A gleam came over the dying face, like a ray of sunlight gilding the close of a bleak winter’s day.
“I have never been false,” he murmured, “never false really in my heart. I swore to save you, George, life for life, and I have kept my oath. I shall not live to see Lady Hamilton again, but—but—you will tell her that it was my body which—”
He turned fainter now, and lay half-propped against the seat he had lately occupied, holding Sir George’s hand, and effectually preventing the baronet from taking any further part in the fray.
It is not to be supposed that the two seamen in the back of the coach had been idle witnesses of a tumult which so exactly coincided with their notions of what they termed “a spree.” Protected from the fire of the horsemen by a pile of luggage on its roof, or, as Slap-Jack called it, by the deck-cargo, they had made an excellent defence, and better practice than might have been looked for with a brace of borrowed pistols, apt to hang fire and throw high. The guard, too, after a careful and protracted aim, discharged his blunderbuss, with a loud explosion; and the result of their joint efforts was, that the highwaymen, as the last-named functionary believed them, were beaten off. Blood Humphrey’s horse was shot through the flank, though the poor brute made shift to carry his rider swiftly away. Black George had his ankle-bone broken, but managed to gallop across the moor after his comrade, writhing in pain, and with his boot full of blood. Bold lay dead on the ground. There was but one of the assailants left—a well-armed man in a cassock, who had kept somewhat in the background; and his horse, too, was badly wounded behind its girths.
Sir George was occupied with Florian, but the others sprang down to take the last of their foes captive; ere they could reach him, however, he had leaped into the bay mare’s saddle, and was urging her over the heather at a pace that promised soon to place him in safety, for the bay mare was the fastest galloper in Yorkshire, and her rider knew it was a race for life and death.
“By heavens, it is Malletort!” exclaimed Sir George, looking up from his charge, at sound of the flying hoofs, to observe something in the fugitive’s seat and figure that identified him with the Abbé, and gazing after him so intently, that he did not mark the expression of satisfaction on Florian’s pain-stricken face when he learned the other had escaped. “I never thought he could ride so well,” muttered the baronet, while he watched the good bay mare speeding steadily over the open, and saw the Frenchman put her straight at a high stone wall, beyond which he knew, by his own experience, there was a considerable drop into a ravine. The mare jumped it like a deer, and after a time rose the opposite slope at a swifter pace than ever. Sir George could only make her out very indistinctly now, yet something in the headlong manner of her career caused him to fancy she was going without a rider.
He had more important matters to occupy him. It had begun to snow heavily, and Florian was growing weaker every minute. With a dying man for their freight; with the absence of other passengers; above all, with the prospect of increased difficulty in progression at every yard they advanced, for the sky had darkened, and the flakes fell thicker, guard and driver were easily persuaded to turn their horses’ heads, and make the best of their way back to Hamilton Hill.
It was but a few miles distant, and Sir George, hoping against hope, tried to persuade himself that if he could only get Florian under his own roof alive, he might be saved.
They were good nurses, that tried campaigner and his two rough, hardy seamen. Tenderly, like women, they stanched the welling life-blood, supported the nerveless, drooping figure, and wiped the froth from the dry, white lips that could no longer speak, but yet made shift to smile. Tenderly, too, they whispered soothing words, in soft, hushed voices, looking blankly in each other’s faces for the hope their hearts denied; and thus slowly, sadly, solemnly, the dark procession laboured back, taking the road they had lately travelled, passed the well-known hostelry, and so wearily climbed the long ascent to the grim, looming towers of Hamilton Hill.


## Your instructions
The result should consist solely of the line containing "Screen is w=360, h=1024." and the lines that follow it below, each reproduced exactly, the last line included.

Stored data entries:

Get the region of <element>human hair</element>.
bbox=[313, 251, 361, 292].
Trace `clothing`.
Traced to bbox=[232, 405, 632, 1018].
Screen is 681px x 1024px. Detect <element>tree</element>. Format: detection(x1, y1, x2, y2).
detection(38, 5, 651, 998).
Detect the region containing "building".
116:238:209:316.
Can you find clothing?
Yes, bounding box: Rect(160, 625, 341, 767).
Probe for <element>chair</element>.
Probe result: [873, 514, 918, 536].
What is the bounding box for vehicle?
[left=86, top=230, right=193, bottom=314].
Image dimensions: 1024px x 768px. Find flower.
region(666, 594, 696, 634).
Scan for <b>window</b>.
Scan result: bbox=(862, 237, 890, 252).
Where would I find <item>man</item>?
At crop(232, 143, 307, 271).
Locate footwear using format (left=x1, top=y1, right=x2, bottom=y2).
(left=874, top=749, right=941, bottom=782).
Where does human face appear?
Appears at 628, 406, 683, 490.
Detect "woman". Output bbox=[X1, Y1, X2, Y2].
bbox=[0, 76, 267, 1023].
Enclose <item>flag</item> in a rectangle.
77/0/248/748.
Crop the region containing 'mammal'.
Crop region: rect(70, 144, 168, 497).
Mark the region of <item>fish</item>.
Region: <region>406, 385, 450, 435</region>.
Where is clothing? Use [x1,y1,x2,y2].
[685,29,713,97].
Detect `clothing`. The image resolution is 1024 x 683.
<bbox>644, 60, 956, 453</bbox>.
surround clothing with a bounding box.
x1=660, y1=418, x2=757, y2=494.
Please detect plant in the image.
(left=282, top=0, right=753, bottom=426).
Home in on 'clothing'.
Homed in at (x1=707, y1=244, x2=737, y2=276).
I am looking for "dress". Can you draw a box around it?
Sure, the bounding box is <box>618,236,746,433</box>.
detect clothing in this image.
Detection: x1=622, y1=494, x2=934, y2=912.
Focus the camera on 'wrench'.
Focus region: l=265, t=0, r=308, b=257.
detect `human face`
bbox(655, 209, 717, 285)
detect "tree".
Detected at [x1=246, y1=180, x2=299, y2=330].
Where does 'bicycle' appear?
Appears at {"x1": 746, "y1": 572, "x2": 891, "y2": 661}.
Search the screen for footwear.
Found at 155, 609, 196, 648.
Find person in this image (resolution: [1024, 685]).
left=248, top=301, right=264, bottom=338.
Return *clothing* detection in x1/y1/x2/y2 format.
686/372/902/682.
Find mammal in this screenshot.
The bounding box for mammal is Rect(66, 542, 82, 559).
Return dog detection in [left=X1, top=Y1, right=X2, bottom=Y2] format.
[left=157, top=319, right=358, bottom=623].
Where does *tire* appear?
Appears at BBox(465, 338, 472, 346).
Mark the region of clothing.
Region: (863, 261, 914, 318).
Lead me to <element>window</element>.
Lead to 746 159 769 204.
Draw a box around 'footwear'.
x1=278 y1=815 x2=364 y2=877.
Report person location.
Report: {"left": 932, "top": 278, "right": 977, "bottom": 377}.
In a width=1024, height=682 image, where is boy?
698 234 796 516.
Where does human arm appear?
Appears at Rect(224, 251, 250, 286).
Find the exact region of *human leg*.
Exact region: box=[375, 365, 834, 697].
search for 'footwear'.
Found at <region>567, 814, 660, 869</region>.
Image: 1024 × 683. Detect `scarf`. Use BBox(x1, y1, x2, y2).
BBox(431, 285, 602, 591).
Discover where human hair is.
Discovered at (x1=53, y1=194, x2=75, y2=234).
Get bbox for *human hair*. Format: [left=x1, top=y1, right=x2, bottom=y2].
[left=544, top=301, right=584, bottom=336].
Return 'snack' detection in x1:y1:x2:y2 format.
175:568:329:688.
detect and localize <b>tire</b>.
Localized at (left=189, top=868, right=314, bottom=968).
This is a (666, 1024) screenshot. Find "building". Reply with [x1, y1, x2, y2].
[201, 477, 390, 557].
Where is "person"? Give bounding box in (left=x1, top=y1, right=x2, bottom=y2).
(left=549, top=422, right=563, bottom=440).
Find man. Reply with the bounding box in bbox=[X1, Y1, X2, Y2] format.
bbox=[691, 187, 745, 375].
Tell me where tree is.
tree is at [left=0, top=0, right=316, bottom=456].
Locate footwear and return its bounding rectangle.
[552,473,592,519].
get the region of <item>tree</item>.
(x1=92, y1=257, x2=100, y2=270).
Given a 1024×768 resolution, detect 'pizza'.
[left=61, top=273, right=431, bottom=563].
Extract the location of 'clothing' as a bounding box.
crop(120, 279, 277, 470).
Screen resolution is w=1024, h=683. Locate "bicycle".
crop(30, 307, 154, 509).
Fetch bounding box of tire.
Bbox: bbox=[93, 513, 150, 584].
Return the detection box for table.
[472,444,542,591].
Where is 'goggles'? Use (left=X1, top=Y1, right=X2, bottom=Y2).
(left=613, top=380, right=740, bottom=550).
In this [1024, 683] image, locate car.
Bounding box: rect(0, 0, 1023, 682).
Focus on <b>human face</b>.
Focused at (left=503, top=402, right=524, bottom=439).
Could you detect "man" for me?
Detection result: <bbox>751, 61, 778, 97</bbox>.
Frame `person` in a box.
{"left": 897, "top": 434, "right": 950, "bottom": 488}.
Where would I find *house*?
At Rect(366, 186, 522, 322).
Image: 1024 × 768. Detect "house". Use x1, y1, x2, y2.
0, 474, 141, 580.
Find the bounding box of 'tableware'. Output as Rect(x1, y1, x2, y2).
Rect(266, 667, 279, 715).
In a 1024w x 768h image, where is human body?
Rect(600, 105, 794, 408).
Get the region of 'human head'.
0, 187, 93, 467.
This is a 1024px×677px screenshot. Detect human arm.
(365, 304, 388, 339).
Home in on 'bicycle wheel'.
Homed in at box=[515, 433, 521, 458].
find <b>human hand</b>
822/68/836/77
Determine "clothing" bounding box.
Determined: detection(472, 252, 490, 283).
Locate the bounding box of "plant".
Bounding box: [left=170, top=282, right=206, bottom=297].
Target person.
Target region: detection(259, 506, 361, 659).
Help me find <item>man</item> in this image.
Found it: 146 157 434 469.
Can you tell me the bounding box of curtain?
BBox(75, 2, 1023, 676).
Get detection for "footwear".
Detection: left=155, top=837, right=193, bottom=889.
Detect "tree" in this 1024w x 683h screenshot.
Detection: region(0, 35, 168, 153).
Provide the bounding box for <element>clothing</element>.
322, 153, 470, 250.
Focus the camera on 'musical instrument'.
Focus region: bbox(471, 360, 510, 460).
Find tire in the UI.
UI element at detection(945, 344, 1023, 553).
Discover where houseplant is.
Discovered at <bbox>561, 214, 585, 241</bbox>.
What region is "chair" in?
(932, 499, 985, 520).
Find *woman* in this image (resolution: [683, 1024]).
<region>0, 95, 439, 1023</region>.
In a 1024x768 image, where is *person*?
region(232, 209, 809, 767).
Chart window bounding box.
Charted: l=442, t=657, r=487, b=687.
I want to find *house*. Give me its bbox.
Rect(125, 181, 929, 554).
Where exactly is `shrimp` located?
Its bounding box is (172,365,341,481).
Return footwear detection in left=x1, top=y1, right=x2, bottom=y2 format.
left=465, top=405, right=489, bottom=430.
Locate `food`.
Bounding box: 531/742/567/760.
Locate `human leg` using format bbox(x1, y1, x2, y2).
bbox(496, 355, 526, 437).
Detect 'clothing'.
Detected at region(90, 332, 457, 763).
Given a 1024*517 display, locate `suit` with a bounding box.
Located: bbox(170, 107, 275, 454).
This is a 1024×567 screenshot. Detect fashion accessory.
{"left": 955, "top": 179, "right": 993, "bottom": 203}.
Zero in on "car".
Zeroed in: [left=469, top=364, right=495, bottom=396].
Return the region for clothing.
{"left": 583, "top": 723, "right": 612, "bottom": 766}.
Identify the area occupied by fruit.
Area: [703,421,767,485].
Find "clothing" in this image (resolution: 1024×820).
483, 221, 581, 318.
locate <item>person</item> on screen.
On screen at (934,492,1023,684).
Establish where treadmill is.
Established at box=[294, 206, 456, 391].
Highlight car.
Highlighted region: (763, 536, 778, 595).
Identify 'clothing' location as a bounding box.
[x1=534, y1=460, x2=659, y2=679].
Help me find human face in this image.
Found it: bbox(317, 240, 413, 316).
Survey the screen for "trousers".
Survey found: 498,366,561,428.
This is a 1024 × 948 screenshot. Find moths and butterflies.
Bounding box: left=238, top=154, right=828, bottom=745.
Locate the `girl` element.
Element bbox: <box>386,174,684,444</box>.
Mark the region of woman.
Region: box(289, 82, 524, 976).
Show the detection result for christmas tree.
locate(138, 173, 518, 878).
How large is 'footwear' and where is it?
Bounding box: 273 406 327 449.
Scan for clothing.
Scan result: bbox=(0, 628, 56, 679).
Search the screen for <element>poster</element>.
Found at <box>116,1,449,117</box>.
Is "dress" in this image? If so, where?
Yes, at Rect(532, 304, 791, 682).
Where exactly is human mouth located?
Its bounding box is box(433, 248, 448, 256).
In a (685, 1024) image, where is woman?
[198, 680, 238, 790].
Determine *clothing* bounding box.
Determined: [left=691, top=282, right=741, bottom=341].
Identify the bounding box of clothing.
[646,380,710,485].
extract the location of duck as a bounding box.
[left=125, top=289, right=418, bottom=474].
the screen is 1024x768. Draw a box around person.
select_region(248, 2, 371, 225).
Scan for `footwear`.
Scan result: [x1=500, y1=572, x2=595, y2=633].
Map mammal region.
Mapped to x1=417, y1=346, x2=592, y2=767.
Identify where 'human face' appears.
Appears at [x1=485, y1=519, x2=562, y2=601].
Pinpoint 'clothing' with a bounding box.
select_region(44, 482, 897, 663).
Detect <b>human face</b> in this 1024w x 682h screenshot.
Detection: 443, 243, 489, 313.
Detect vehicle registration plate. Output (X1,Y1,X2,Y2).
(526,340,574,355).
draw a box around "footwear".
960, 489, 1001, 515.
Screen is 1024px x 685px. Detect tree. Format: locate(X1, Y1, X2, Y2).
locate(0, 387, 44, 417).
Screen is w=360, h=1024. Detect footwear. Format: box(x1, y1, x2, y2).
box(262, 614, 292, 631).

## Output
Screen is w=360, h=1024. Detect footwear. Format: box(x1, y1, x2, y2).
box(262, 614, 292, 631).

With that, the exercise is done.